Walk . . . Or Risk Getting Fat
The Times notices the new walk/don’t walk signs that feature an emaciated, hunched over pedestrian:
Posted: August 15th, 2005 | Filed under: Architecture & Infrastructure, CitywideCould they have been subliminal harbingers of the city’s slenderizing campaign?
Is it just coincidence that in the summer that New York City went to war against trans fats, a new generation of “Walk/Don’t Walk” icons began appearing around Columbus Circle with a noticeably skinnier walking man and an almost emaciated red hand?
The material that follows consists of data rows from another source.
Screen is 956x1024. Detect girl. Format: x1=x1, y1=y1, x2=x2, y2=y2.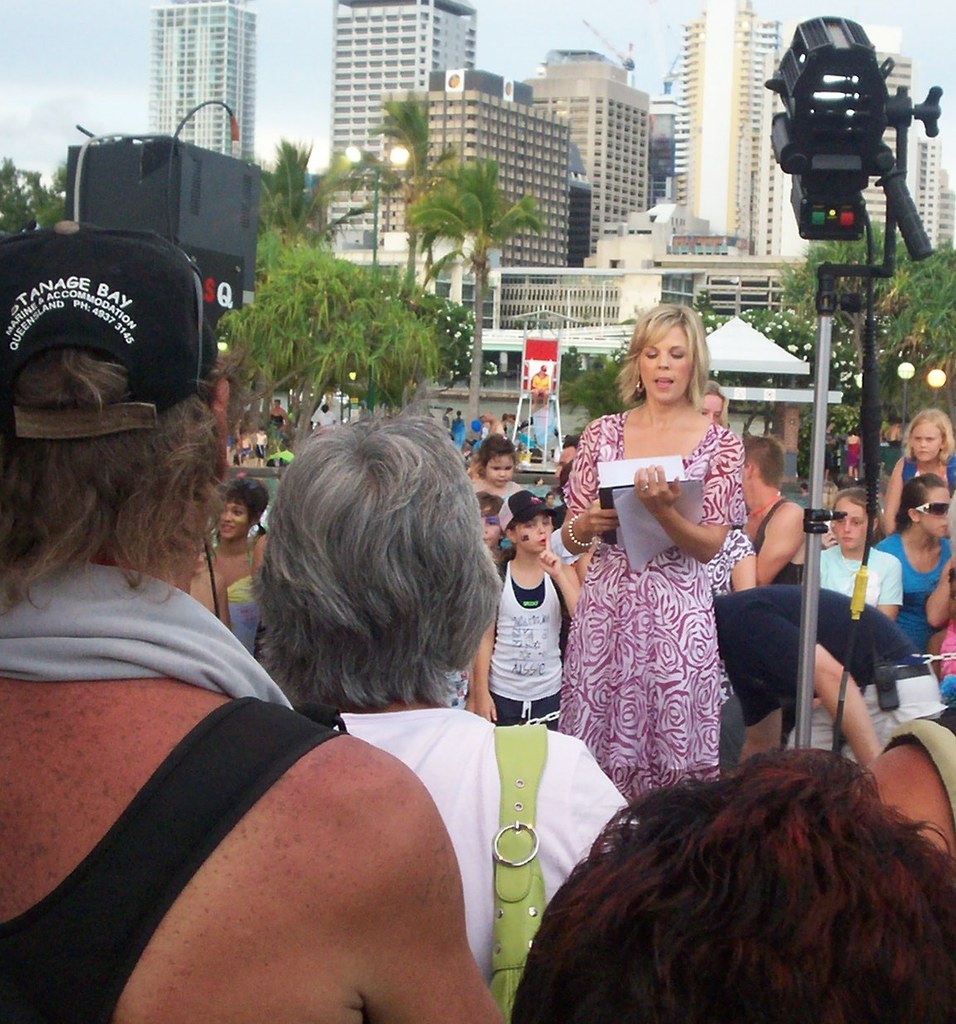
x1=881, y1=404, x2=949, y2=537.
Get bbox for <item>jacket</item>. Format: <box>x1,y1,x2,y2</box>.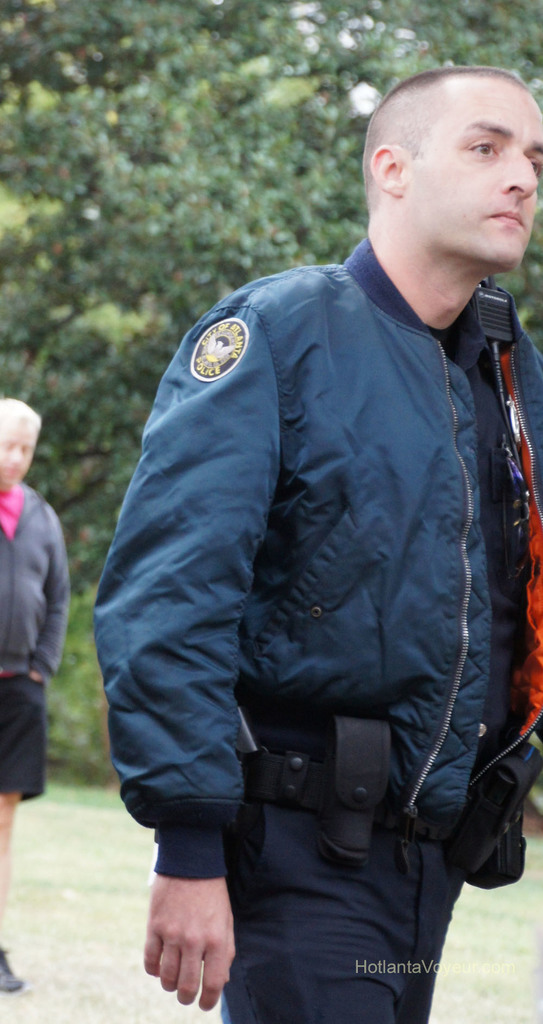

Your typical walking man – a familiar silhouette around town in the five years since the first new light-emitting diode pedestrian signal was installed at 35th Street and Queens Boulevard – is a pretty robust, smooth-shouldered, round-headed fellow who steps off confidently into traffic, as bubbly as a Keith Haring figure.
This new guy, by contrast, seems a bit rickety. There isn’t a curve to his body. His head – is this too cruel to say? – is pentagonal. His arms and legs are mere sticks. Indeed, he looks as though he’s stooped over with a bad back. (Maybe from waiting so long for the light to change.)
About that upraised hand. The one that New Yorkers have grown accustomed to – not that they pay it any mind – is as smooth and solid as a porcelain glove mold. The new hand is so skeletally thin it might be the crypt keeper’s.
But they say you can never be too thin. After all, the skinny man is formed of 45 light-emitting diodes, where the older version tips the scales at 60. The new hand has 64 diodes, the old one 120. So maybe this was an energy conservation step.